The enumerate of every week DMCA takedown requests received by Google.

Over the past year, right of first publication holders much A Microsoft, the Recording Industriousness Affiliation of The States, NBC, Walt Walt Disney, and others have started blasting Google with vast numbers of takedown requests. Patc Google used to receive around 225,000 DMCA requests per week, according to the company's own Transparentness Report, copyright holders now hitting the search engine with 3.5 to 4.5 million put-down requests each and all week.

Around the time of the ramp-risen—August 2012—Google announced IT would start penalizing sites that are repeatedly accused of right of first publication misdemeanor, ranking them lower in search results.

Between Jan and July 2022, Google erased to a higher degree 100,000,000—that's 100 jillio—golf links from the entanglement as a result of DMCA takedown requests. Torrentfreak reports that work out as already being more than twice the total number of links Google erased in all of 2012.

Google's DMCA stats for the past calendar month.

For its part, Google does appear to actively police the DMCA takedown requests it receives. Around three percent of DMCA takedown requests the caller receives are jilted, and rejected URLs are registered along the Transparency Report's main copyright pageboy. And yes, the folks in the Googleplex caught LeakID's attempts to scrub the Microsoft.com links before the Captain Hicks Office solutions pages disappeared from search results.

But few companies have Google's resources. The Safe Harbor provision of the DMCA rewards websites that "pull down first and ask questions later," and for all amusing narrative like this one, there are dozens of other, more inopportune false takedown requests . Also consider that if even impartial 1 pct of the 100 million-nonnegative requests for URL removals catches an innocent page in the automated crossfire, that's already 1 meg websites affected.

The Electronic Frontier Founding filed a solicit brief in 2012 tilt that automated DMCA requests that aren't reviewed by real humans should be considered negligent, therefore opening the requestor to sanctions.
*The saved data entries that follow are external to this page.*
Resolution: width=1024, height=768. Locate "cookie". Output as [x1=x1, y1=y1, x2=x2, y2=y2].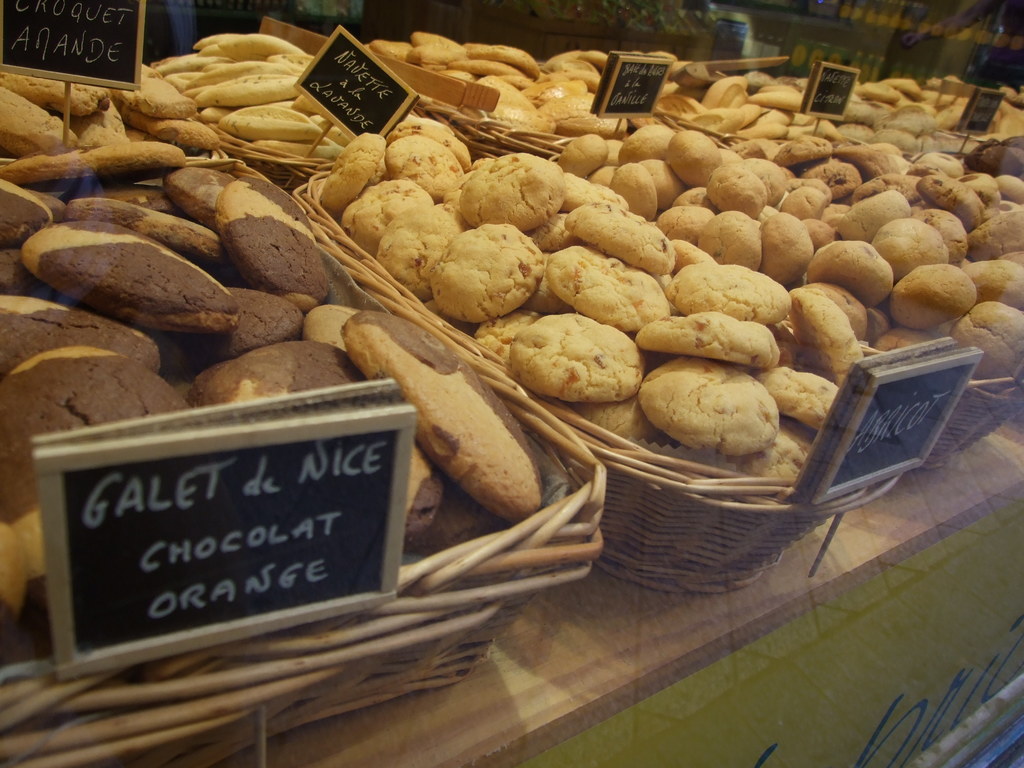
[x1=1, y1=250, x2=44, y2=292].
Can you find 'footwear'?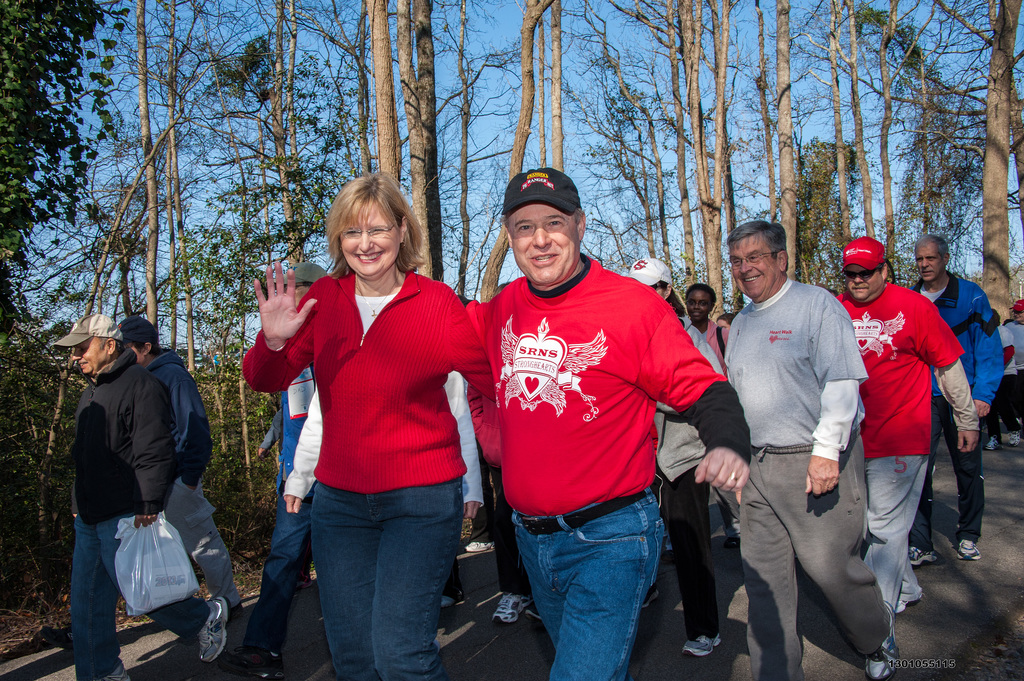
Yes, bounding box: select_region(957, 540, 980, 561).
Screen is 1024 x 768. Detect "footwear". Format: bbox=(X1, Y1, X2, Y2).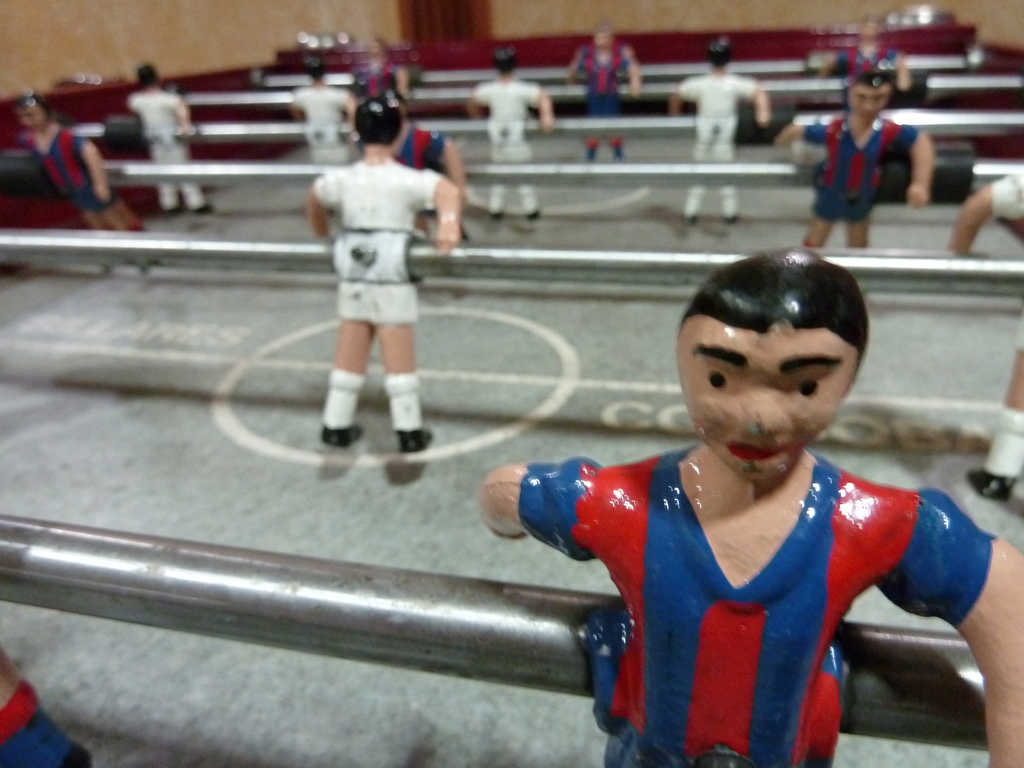
bbox=(59, 741, 93, 767).
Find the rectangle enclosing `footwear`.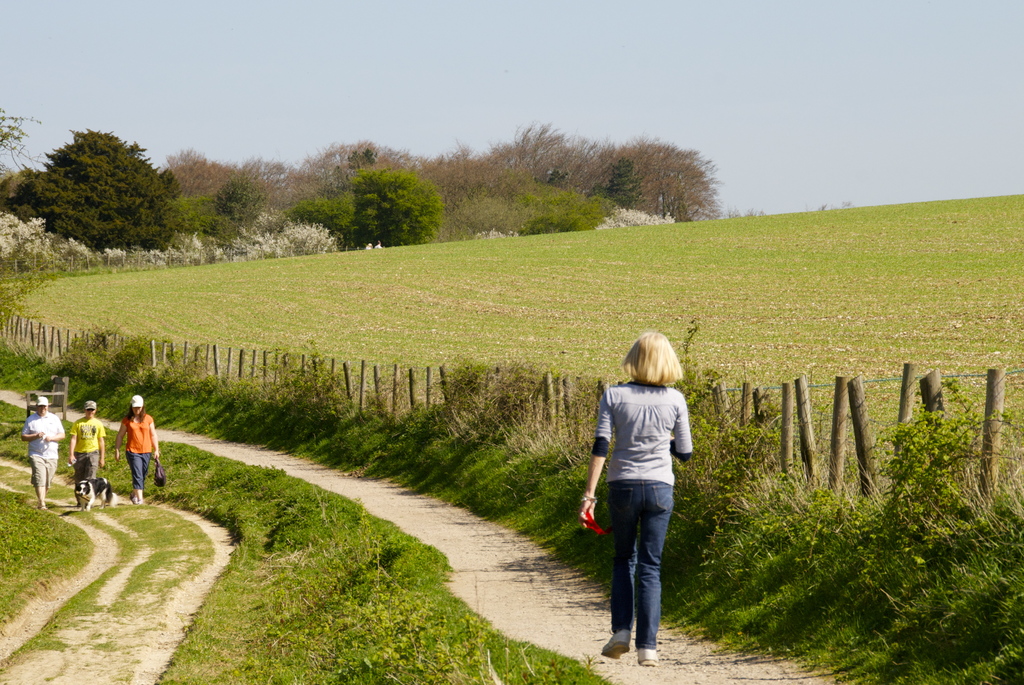
Rect(637, 645, 657, 670).
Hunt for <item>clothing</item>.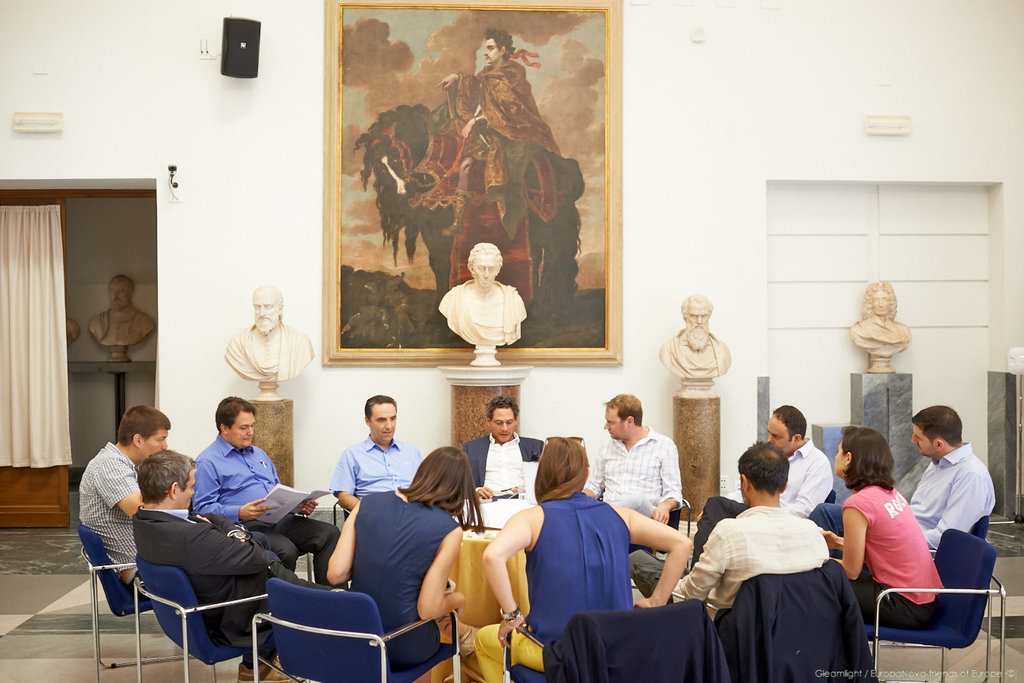
Hunted down at <box>330,505,484,672</box>.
Null ever came from the attack, however—and automated, unreviewed requests generated by Microsoft contractors are still trying to erase parts of the Microsoft.com website to this very day.

Update (7/30/13): A interpreter for Microsoft transmitted United States the pursuing argument:

"We believe powerfully in the effectiveness and the need for accuracy in the use up of notice and squelch to address online infringement. To explain what happened here, Google's online form requires identification of both the copyrighted content existence infringed and the internet site address of the infringement. A vendor properly listed those six URLs as Microsoft copyrighted content that was being infringed, merely and then unwittingly copied and affixed those same six URLs in the field to identify the locations of infringement. This arrow-shaped clerical error was identified and corrected at once, and we have taken stairs to address the swear out to avoid it being perennial."